Pro-Confederate groups from outside the university rallied at the statue Feb. 23, calling in part for its preservation, and Ole Miss men’s basketball players knelt during the national anthem at a game that day to protest those activities. Some conservative political groups in Mississippi are pushing for Ole Miss to stop making changes to Confederate symbols.

Similar protests have played out around the country as other Confederate monuments have fallen in recent years, including on some college campuses, following the 2015 racially motivated massacre at a historically black church in Charleston, South Carolina. The shooter had posted pictures of himself with a Confederate battle flag on social media.

A 2004 Mississippi law says war monuments, including those commemorating the Confederacy, can’t be altered. But they can be moved to a “more suitable location.” Sparks echoed that language in his email.

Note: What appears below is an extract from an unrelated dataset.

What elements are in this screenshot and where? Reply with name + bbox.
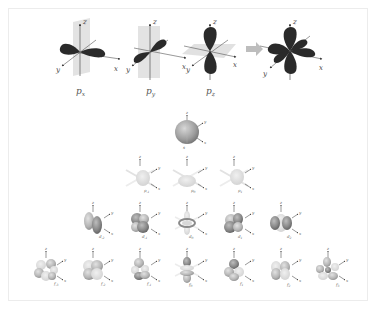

“I reiterate that this will place the monument in a more suitable location, one that is commensurate with the purpose that is etched on its side,” Sparks wrote, referring to an inscription that reads in part, “To our Confederate dead.”

Plans released Wednesday call for placing a 10-foot-high (3-meter-high) screened fence around the current monument while it is disassembled, with university police officers providing security. Plans propose taking the monument down and moving it on a single truck in one day, and then reassembling it in two more days.

The plaque discussing the monument’s historical context is supposed to travel with it. The plans call for 90 days to complete the whole project, including building the new walkway, with proposals from contractors to be received by Oct. 30. It’s unclear if the university will have approval to start by then.